Retrospectively, Browne’s artworks have received a wide variety of interpretations, praise and criticism. The elongated, angular style of his figures have been described as caricatures, aimed at amusing rather than informing. It is thought that many of his works were intended as souvenirs and conformed to an English colonist perspective rather than providing a realistic record. It is difficult to determine what Browne’s intentions were, however he most certainly painted many of the images from life and it has been argued in recent years that his works were created as, and are useful as, ethnographic records. Many of Browne’s paintings, now in the collections of the National Library of Australia and the State Library of NSW, contain details of Aboriginal tools, clothing and occupations.

 

Reg #00000021 ANMM Collection. ‘Niga, Fishing in the surf with his Mutton / Burgon. Celebrated Fisherman of New South Wales, in a canoe – the woman sitting down is supposed to be is [sic] wife’.

Most importantly for the Australian National Maritime Museum, this painting by Browne provides a rare image of Aboriginal watercraft, in this case a bark canoe, generally made from a single piece of bark lashed at both ends. As depicted in Browne’s artwork, men generally stood in canoes to fish and a fire was produced within the canoe for warmth and cooking.
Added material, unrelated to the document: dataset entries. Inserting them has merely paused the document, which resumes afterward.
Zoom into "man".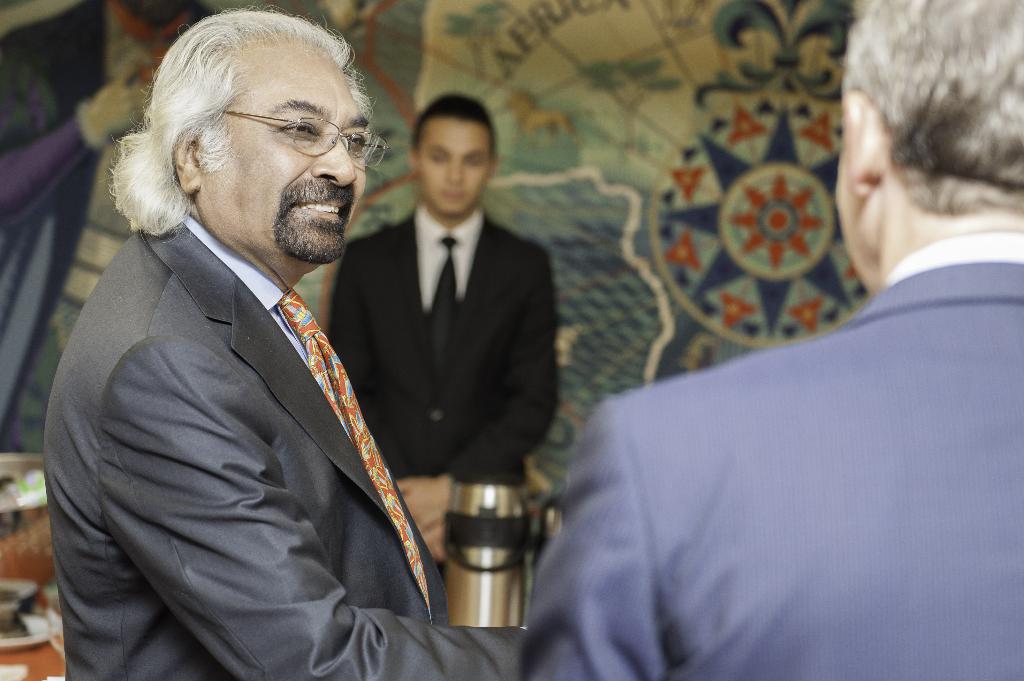
Zoom target: [326, 82, 574, 572].
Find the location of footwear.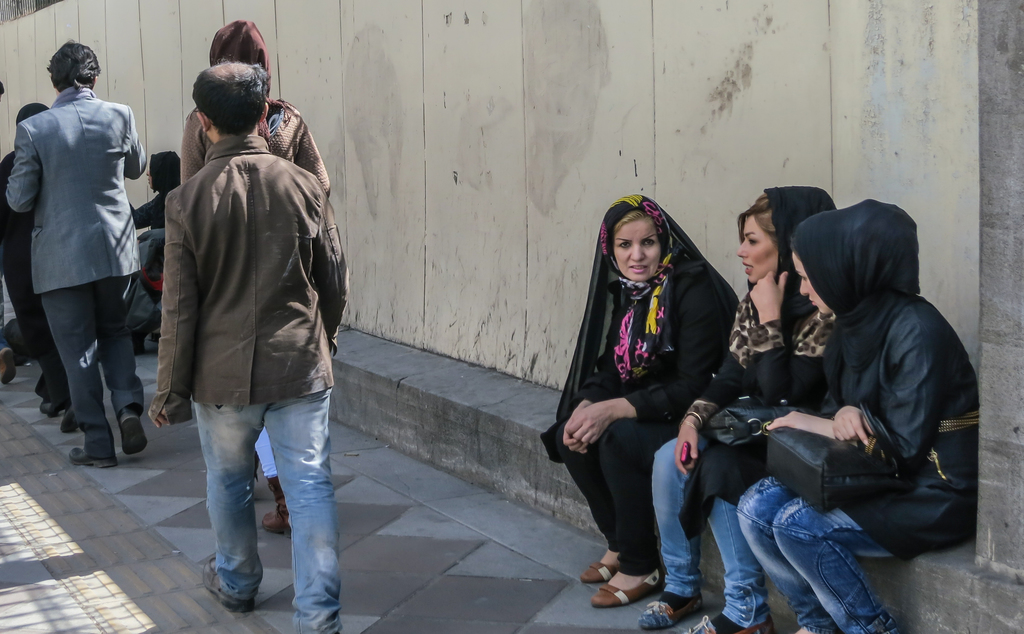
Location: BBox(66, 446, 117, 469).
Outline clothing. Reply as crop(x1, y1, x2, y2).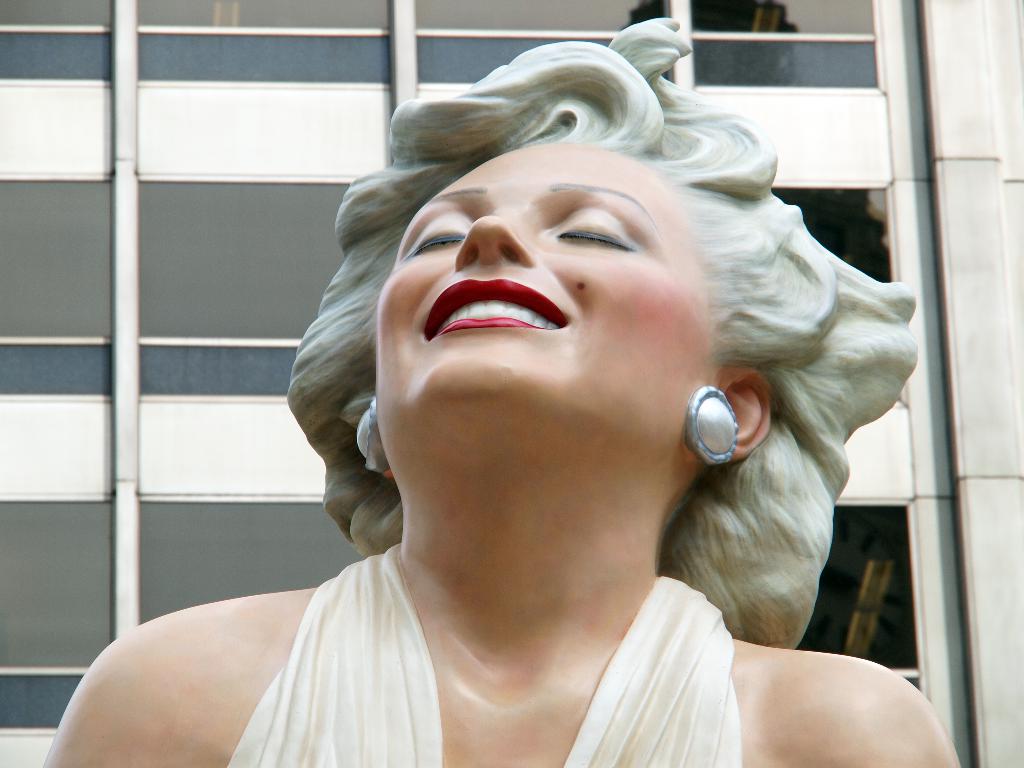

ANMM curator David Payne has recently been involved in workshops to reproduce and build these types of lashed-bark canoes.

 

Browne’s painting, caught perhaps between a realistic interpretation and a fixed European perspective nevertheless contributes to the historical information available to us in relation to Aboriginal watercraft technologies.

Next week the museum will be hosting the first major conference on the watercraft of Aboriginal and Torres Strait Islander peoples titled Nawi : Exploring Australia’s Indigenous Watercraft. This important conference will bring together a wide range of academics and experts and a great variety of sources to promote the study of this important topic. For information on the conference, or to register to attend, please visit our website.

Penny Hyde

Curatorial assistant

curatorialassistant

Nicole and Penny

Nicole Cama and Penny Edwell (the artist formerly known as Penny Hyde) work as Digital Curators at the Australian National Maritime Museum in Darling Harbour, Sydney. We blog about events, people and most importantly - the museum's collection. We hope to open up the museum's collection to virtual visitors, blow off the dust and reveal some of the wonderful objects and stories held in the archives and storage rooms of the museum.